Posted on 01/17/2018 3:30:31 PM PST by mairdie
The mystery of the final resting place of the wife of Ancient Egypt's most famous ruler has moved a step closer to being solved.
Egyptologists previously discovered what they believe is the burial chamber of Ankhesenamun, Tutankhamun's wife, in the Valley of The Kings.
If confirmed, it could help to unravel the final fate of the boy king's wife, who suddenly disappeared from historical records after her second marriage.
The teen bride is believed to have had a tragic life, marrying her father, her grandfather and her half-brother Tutankhamun.
Archaeologists have now begun to excavate an area near a tomb at the World Heritage Site, which they believe contains her body.
(Excerpt) Read more at dailymail.co.uk ...
She was her own grandmother and mother.
I saw a program that said the same thing.
If you were the daughter of the Great Royal Wife you married the Pharaoh with all that came with it.
Yet there must have been something inside of her that said that this was wrong and so the letter.
Today they all would be arrested for child abuse.
Including her as she was more then four years older then her brother/husband.
The book was enjoyable. Although I have read some of Joan Hess’s novels, I wasn’t able to detect a change in style, so clearly she was able to roll along with it the way Ms. Peters would have.
I think I missed some books in the series, so I’ll have to check the library catalog.
Lovely gold item!
Yes, things were definitely different. It was the “banged them” term that really got my back up. Probably none of them were particularly after enjoyment, just pure-blood royal offspring. The men could have all the concubines they wanted, the women got ... sand.
Unlike a number of authors she was not afraid to say, "we don't know but this is our best guess with the current evidence."
On this episode of wife swap...
I think that’s an important point, and one of the things I like about Professor Brier. He talks about how interpretations have changed over two centuries, and reminds the reader or listener that what we now think is accurate is always subject to new evidence.
It seems to be the consensus opinion, in the absence of new and conflicting evidence.
Although considering the number of dancing girls they had around I would say it was likely most of the wives had "special friends" Probably even a few sterilized males as well.
As long as you popped out royal children to perpetuate the cycle they were not concerned about where you got your jollies.
I saw Tut’s death mask at the Met in NYC in 1976. Hoping to see it again in Cario next year.
I lost one of the two I bought. So frustrating!
I’ll pick the book up. Thanks. I’ve read all her other books in the various archeological series and disliked them all. But there isn’t a book in the whole Peabody set that I wouldn’t read over and over again.
Incest breeds idiots!
I guess that’s true, unless it put the succession in doubt ... which friendships with other women wouldn’t. One reads that the sterilized males weren’t, always, exactly.
My youngest daughter is Kathleen Amelia ... Kathleen is after my aunt and Maureen O’Hara’s character in “Rio Grande.”
Fairly often, as well as a variety of other genetic disasters. One American doctor referred to the Saudi royal family as “an irreproducible laboratory of genetic defects.”
My mother saw the King Tut exhibit when it toured the U.S., and she’s also been to Egypt. She and her friends (mostly old Navy wives) loved the Nile cruise so much that they’ve done a dozen other river cruises around the world.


Aim of the exercise: Reproduce the following entries verbatim, each one complete.

____ Data provided

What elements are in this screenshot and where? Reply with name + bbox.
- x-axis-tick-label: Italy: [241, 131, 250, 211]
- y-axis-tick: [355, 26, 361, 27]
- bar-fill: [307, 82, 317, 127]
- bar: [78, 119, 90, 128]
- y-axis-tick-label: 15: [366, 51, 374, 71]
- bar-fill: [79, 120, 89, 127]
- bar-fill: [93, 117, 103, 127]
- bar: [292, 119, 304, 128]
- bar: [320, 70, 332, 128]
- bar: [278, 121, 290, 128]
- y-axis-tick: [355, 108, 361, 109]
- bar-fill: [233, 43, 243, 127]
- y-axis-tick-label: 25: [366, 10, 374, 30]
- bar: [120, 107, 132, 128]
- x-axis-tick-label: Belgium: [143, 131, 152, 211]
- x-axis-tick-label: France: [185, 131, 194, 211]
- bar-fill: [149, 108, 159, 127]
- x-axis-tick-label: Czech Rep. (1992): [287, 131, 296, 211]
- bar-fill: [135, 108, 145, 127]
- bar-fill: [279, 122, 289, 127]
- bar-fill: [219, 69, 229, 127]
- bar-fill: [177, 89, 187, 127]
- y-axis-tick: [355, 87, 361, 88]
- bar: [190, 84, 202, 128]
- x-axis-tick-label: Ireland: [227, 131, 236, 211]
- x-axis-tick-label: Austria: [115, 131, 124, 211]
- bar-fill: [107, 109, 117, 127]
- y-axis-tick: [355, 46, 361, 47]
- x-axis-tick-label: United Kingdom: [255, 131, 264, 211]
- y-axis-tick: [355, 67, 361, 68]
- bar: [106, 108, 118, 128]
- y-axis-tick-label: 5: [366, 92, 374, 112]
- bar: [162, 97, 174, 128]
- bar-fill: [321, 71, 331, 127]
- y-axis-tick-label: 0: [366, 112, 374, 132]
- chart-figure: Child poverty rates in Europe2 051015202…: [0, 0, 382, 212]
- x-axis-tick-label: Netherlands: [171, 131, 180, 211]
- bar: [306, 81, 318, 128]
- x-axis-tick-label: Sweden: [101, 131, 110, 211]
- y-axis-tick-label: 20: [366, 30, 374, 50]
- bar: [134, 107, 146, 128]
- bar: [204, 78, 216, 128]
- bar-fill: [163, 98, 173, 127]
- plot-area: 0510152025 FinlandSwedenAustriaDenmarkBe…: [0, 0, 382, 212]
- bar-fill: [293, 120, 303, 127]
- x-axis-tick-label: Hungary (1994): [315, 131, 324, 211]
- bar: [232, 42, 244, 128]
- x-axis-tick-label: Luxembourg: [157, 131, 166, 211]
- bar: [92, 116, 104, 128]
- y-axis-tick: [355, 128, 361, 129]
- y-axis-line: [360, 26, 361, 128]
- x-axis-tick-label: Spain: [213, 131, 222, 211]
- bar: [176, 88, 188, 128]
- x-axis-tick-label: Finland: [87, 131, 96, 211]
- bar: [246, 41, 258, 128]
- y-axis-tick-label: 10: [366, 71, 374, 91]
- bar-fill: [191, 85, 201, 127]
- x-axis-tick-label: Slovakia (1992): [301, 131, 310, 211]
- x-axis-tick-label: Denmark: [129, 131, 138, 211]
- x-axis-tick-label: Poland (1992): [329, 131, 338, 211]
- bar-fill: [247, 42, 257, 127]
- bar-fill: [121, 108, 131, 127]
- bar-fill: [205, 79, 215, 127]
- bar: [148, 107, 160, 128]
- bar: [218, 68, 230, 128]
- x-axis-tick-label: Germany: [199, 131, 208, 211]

________

Written answer:
What elements are in this screenshot and where? Reply with name + bbox.
- x-axis-tick-label: Italy: [241, 131, 250, 211]
- y-axis-tick: [355, 26, 361, 27]
- bar-fill: [307, 82, 317, 127]
- bar: [78, 119, 90, 128]
- y-axis-tick-label: 15: [366, 51, 374, 71]
- bar-fill: [79, 120, 89, 127]
- bar-fill: [93, 117, 103, 127]
- bar: [292, 119, 304, 128]
- bar: [320, 70, 332, 128]
- bar: [278, 121, 290, 128]
- y-axis-tick: [355, 108, 361, 109]
- bar-fill: [233, 43, 243, 127]
- y-axis-tick-label: 25: [366, 10, 374, 30]
- bar: [120, 107, 132, 128]
- x-axis-tick-label: Belgium: [143, 131, 152, 211]
- x-axis-tick-label: France: [185, 131, 194, 211]
- bar-fill: [149, 108, 159, 127]
- x-axis-tick-label: Czech Rep. (1992): [287, 131, 296, 211]
- bar-fill: [135, 108, 145, 127]
- bar-fill: [279, 122, 289, 127]
- bar-fill: [219, 69, 229, 127]
- bar-fill: [177, 89, 187, 127]
- y-axis-tick: [355, 87, 361, 88]
- bar: [190, 84, 202, 128]
- x-axis-tick-label: Ireland: [227, 131, 236, 211]
- x-axis-tick-label: Austria: [115, 131, 124, 211]
- bar-fill: [107, 109, 117, 127]
- y-axis-tick: [355, 46, 361, 47]
- x-axis-tick-label: United Kingdom: [255, 131, 264, 211]
- y-axis-tick: [355, 67, 361, 68]
- bar: [106, 108, 118, 128]
- y-axis-tick-label: 5: [366, 92, 374, 112]
- bar: [162, 97, 174, 128]
- bar-fill: [321, 71, 331, 127]
- y-axis-tick-label: 0: [366, 112, 374, 132]
- chart-figure: Child poverty rates in Europe2 051015202…: [0, 0, 382, 212]
- x-axis-tick-label: Netherlands: [171, 131, 180, 211]
- bar: [306, 81, 318, 128]
- x-axis-tick-label: Sweden: [101, 131, 110, 211]
- y-axis-tick-label: 20: [366, 30, 374, 50]
- bar: [134, 107, 146, 128]
- bar: [204, 78, 216, 128]
- bar-fill: [163, 98, 173, 127]
- plot-area: 0510152025 FinlandSwedenAustriaDenmarkBe…: [0, 0, 382, 212]
- bar-fill: [293, 120, 303, 127]
- x-axis-tick-label: Hungary (1994): [315, 131, 324, 211]
- bar: [232, 42, 244, 128]
- x-axis-tick-label: Luxembourg: [157, 131, 166, 211]
- bar: [92, 116, 104, 128]
- y-axis-tick: [355, 128, 361, 129]
- y-axis-line: [360, 26, 361, 128]
- x-axis-tick-label: Spain: [213, 131, 222, 211]
- bar: [176, 88, 188, 128]
- x-axis-tick-label: Finland: [87, 131, 96, 211]
- bar: [246, 41, 258, 128]
- y-axis-tick-label: 10: [366, 71, 374, 91]
- bar-fill: [191, 85, 201, 127]
- x-axis-tick-label: Slovakia (1992): [301, 131, 310, 211]
- x-axis-tick-label: Denmark: [129, 131, 138, 211]
- x-axis-tick-label: Poland (1992): [329, 131, 338, 211]
- bar-fill: [247, 42, 257, 127]
- bar-fill: [121, 108, 131, 127]
- bar-fill: [205, 79, 215, 127]
- bar: [148, 107, 160, 128]
- bar: [218, 68, 230, 128]
- x-axis-tick-label: Germany: [199, 131, 208, 211]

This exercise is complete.